Modoc Medical Center, located in the county seat of Alturas, is just off the town's Main Street of diners, antique shops, a propane store and homes with white picket fences. It is one of the largest employers in the county. The next closest hospital is only 20 miles away, but that is over mountain roads that are often closed by snow in winter.

Ambulance service also is in jeopardy if the parcel tax fails.

Mason, wearing his straw hat, has been going door-to-door asking residents to support the ballot measure. But he acknowledges he is in a tough fight in the deeply conservative county, where voters in 2008 went for GOP presidential candidate John McCain, 68 percent to 30 percent, over Democrat Barack Obama, who won California in a landslide.

Raising taxes is an emotional issue among residents. Trust in government has worn thin.

"There's an absolute thought that there should be no more taxes," Mason said. "Yes, I'm a Republican. But first I'm a human, and you've got to take care of your people."

Doug Knox, a retired rancher, said additional taxes will prompt many residents to sell their land, resulting in even less tax revenue. He lives on a 520-acre ranch in the sagebrush-covered hills above Alturas and spreads his opposition message by running ads on local radio stations.

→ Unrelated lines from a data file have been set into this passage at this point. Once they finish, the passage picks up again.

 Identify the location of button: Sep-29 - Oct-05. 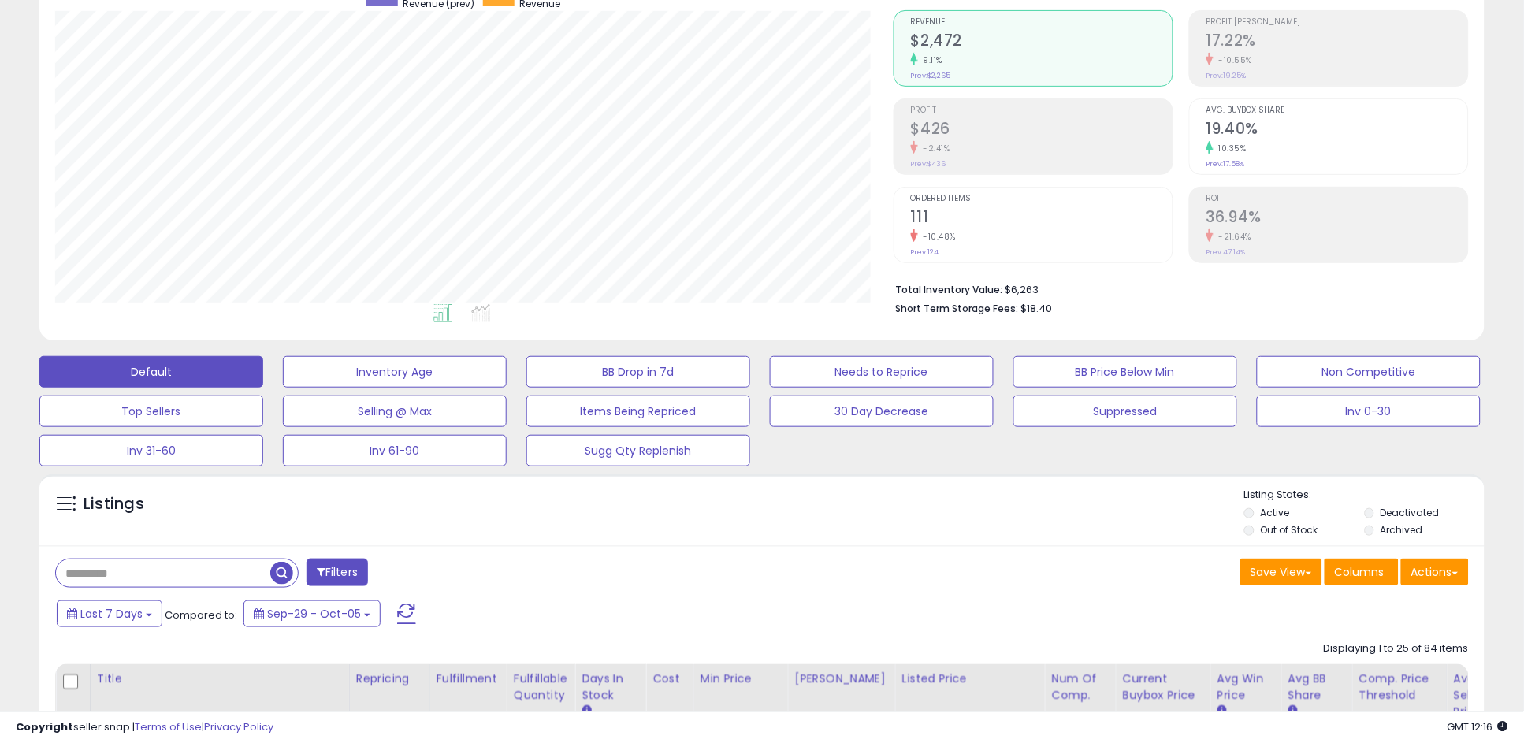
(312, 614).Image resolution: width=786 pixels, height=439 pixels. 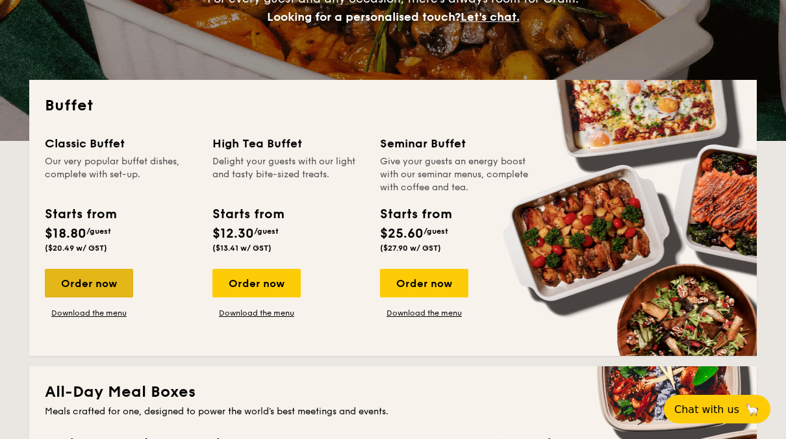 I want to click on span: ($27.90 w/ GST), so click(x=410, y=248).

Many Modoc County residents are ranchers or retirees who savor the solitude. Modoc County encompasses a region twice the size of Delaware, yet has just 9,100 residents, according to U.S. Census figures. It was one of the few California counties to lose population over the past decade.

The level of care at the hospital has already been affected. The hospital no longer delivers babies or performs surgeries. The surgeon left, and the hospital could no longer afford to have an anesthesiologist on staff.

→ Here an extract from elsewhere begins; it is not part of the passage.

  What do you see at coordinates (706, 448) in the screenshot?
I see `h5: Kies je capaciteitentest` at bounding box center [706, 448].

Dr. Martin Kernberg, who travels to the medical center one week per month to serve as an emergency room physician and radiologist, said the facility is critical to those who need emergency care and can't wait the hour it would take to reach another hospital.

"And if we can't stabilize those patients in that hour, that puts them at the risk of life or death," he said.

Then there are patients who live in the hospital's nursing home, Warnerview. Judith Dickinson, 64, who was born with spinal problems, said she doesn't know where she would live if it closed.

Mason says approving the parcel tax would prove Modoc County's ability to care for its own.

"If anyone's going to experience life in rural America today," he said, "they have to be willing to help themselves."

David Bourland, a 54-year-old retired truck driver, isn't buying it. He said he would rather see the county declare bankruptcy than pay another tax.

"I knew the hospital was using money they shouldn't have," Bourland said. "I should not have to pay for something I don't want to use."